The settlement ends the most riveting legal showdown at the Capitol in recent history, with the notoriously combative former communications chief threatening to churn up romantic affairs of current and former lawmakers in what promised to be a high-stakes courtroom political drama.
In the end, Brodkorb settled for what the Senate claims is the same severance package he was offered two years ago and agreed to pay his own legal fees. Brodkorb also acknowledged that the facts of the case did not support his gender discrimination claim. Taxpayers have already spent more than $300,000 in legal fees defending the Senate. The body's Rules Committee will need to approve the payment.
"We are pleased to have successfully resolved this matter in the best interests of taxpayers and the institution of the Minnesota Senate," said Senate Majority Leader Tom Bakk, DFL-Cook. "This agreement permanently dismisses Mr. Brodkorb's claims in their entirety while providing the limited severance pay that was offered to him before he commenced litigation."
Brodkorb, however, disputes the Senate account. "They did not offer me a severance package," he said.
Brodkorb was fired late in 2011 after then-Senate Majority Leader Amy Koch admitted the two were having a romantic affair. Both were married to other people at the time. Koch resigned her leadership position, and the interim head of the GOP caucus then ordered Brodkorb be fired.
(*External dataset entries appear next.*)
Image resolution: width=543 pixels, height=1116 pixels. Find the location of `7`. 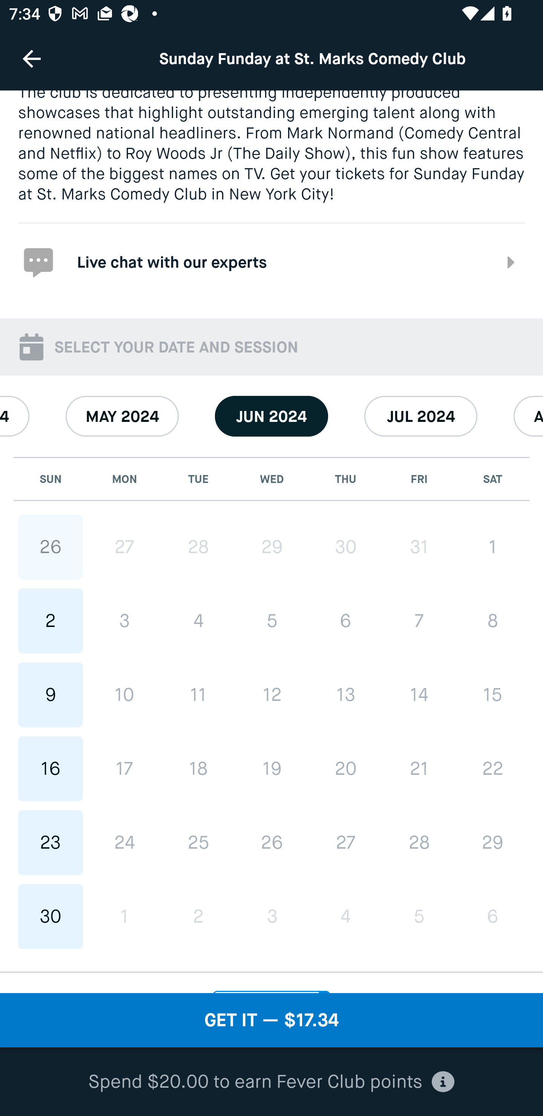

7 is located at coordinates (418, 620).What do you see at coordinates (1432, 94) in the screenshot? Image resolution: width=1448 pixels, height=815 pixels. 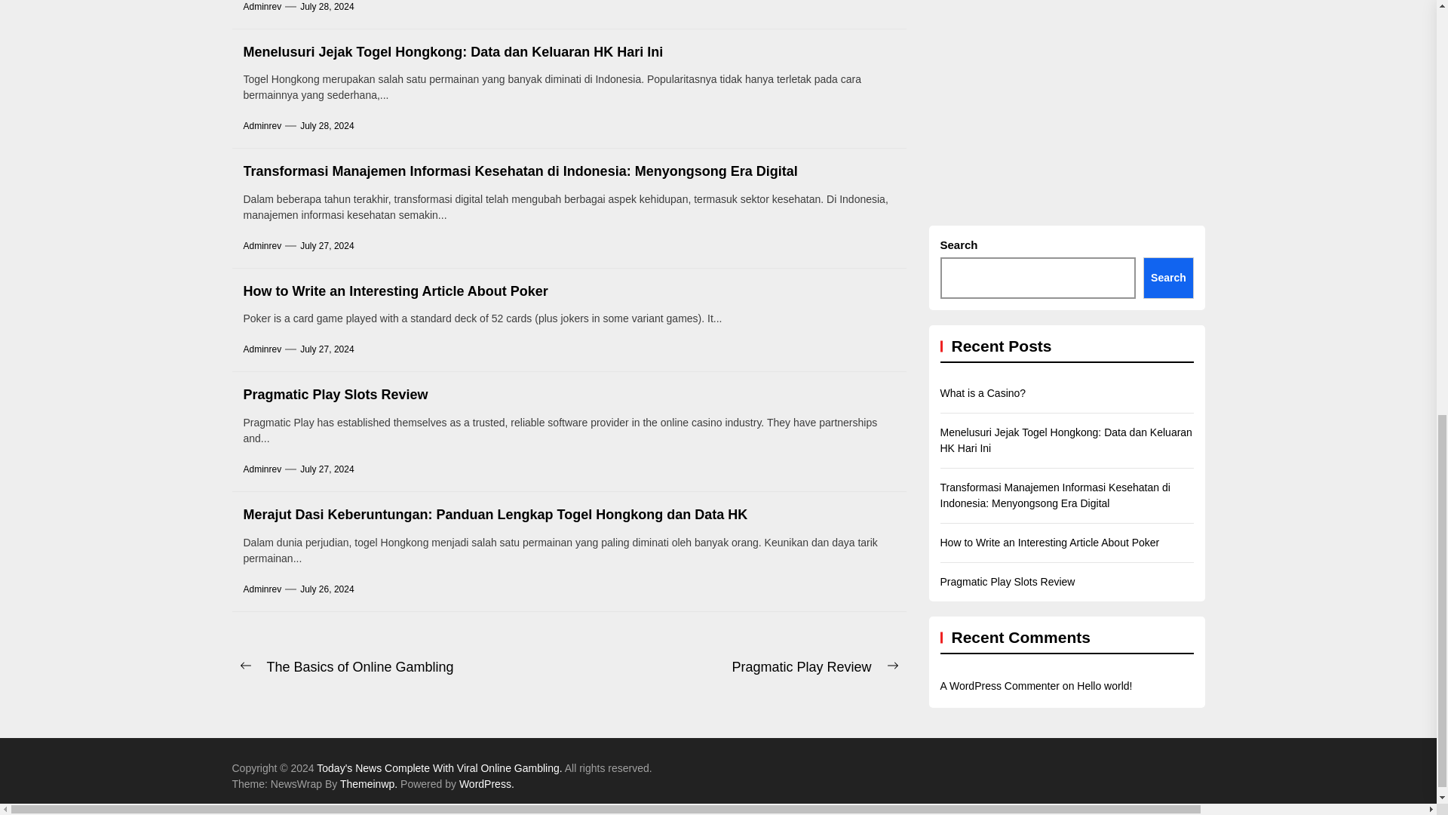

A longtime GOP political operative, Brodkorb filed a wrongful termination lawsuit seeking $500,000. He argued that he had been treated differently than female staffers caught in similar romantic relationships with elected officials. Brodkorb threatened to bring those other relationships to light to prove his case, which had the potential to create political and personal problems for current and former legislators.